You learn, later in the day, that the explanation of the proceeding is that you, unable to sleep, woke up early in the morning, and thought you would like a game of cricket. The children, taught to be ever courteous to guests, felt it their duty to humour you. Mrs. Harris remarks at breakfast that at least you might have seen to it that the children were properly dressed before you took them out; while Harris points out to you, pathetically, how, by your one morning’s example and encouragement, you have undone his labour of months.

On this Wednesday morning, George, it seems, clamoured to get up at a quarter-past five, and persuaded them to let him teach them cycling tricks round the cucumber frames on Harris’s new wheel. Even Mrs. Harris, however, did not blame George on this occasion; she felt intuitively the idea could not have been entirely his.

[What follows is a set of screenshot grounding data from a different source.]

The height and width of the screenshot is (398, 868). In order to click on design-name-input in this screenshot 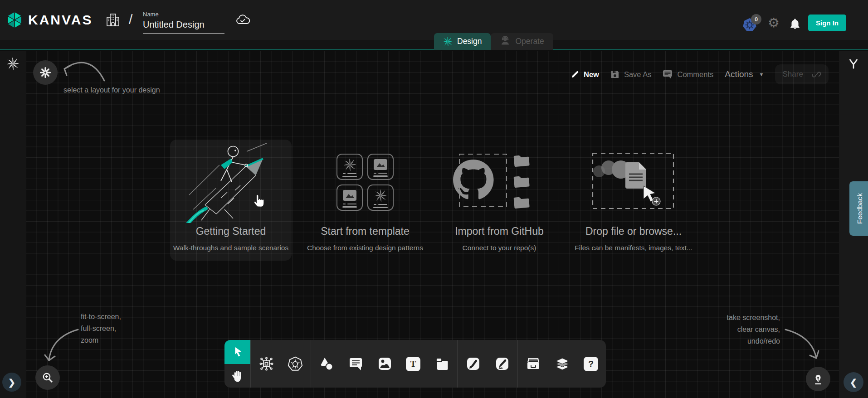, I will do `click(184, 26)`.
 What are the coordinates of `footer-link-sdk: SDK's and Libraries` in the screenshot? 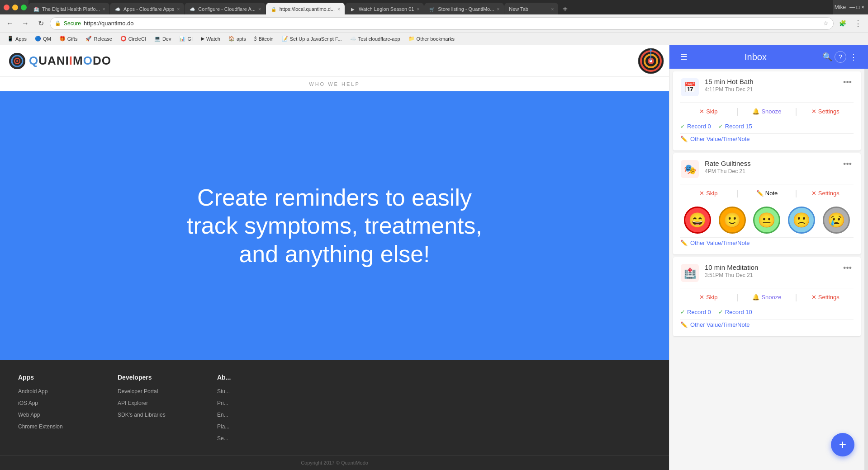 It's located at (158, 415).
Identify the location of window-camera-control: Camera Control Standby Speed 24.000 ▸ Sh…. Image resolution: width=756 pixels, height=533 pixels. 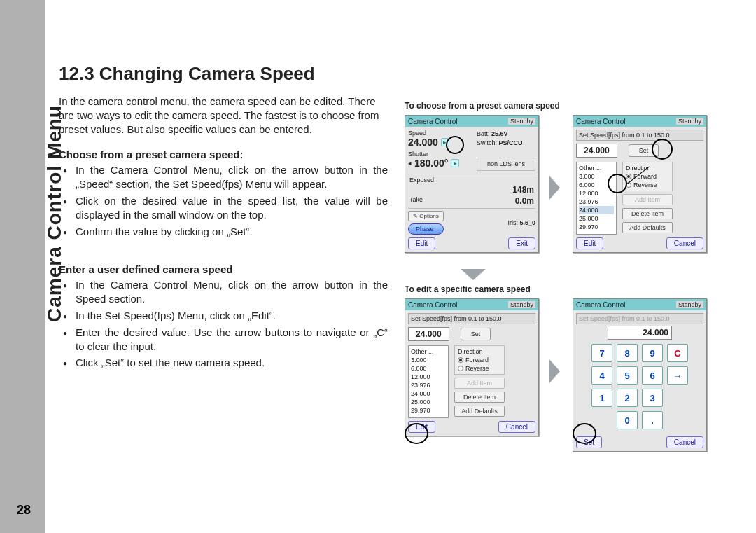
(472, 184).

It is not that the Harris children have the faintest notion of avoiding blame at the expense of a friend and comrade. One and all they are honesty itself in accepting responsibility for their own misdeeds. It simply is, that is how the thing presents itself to their understanding. When you explain to them that you had no original intention of getting up at five o’clock in the morning to play cricket on the croquet lawn, or to mimic the history of the early Church by shooting with a cross-bow at dolls tied to a tree; that as a matter of fact, left to your own initiative, you would have slept peacefully till roused in Christian fashion with a cup of tea at eight, they are firstly astonished, secondly apologetic, and thirdly sincerely contrite. In the present instance, waiving the purely academic question whether the awakening of George at a little before five was due to natural instinct on his part, or to the accidental passing of a home-made boomerang through his bedroom window, the dear children frankly admitted that the blame for his uprising was their own. As the eldest boy said:

“We ought to have remembered that Uncle George had a long day, before him, and we ought to have dissuaded him from getting up. I blame myself entirely.”

Jerome K. Jerome, Three Men on the Bummel, 1914.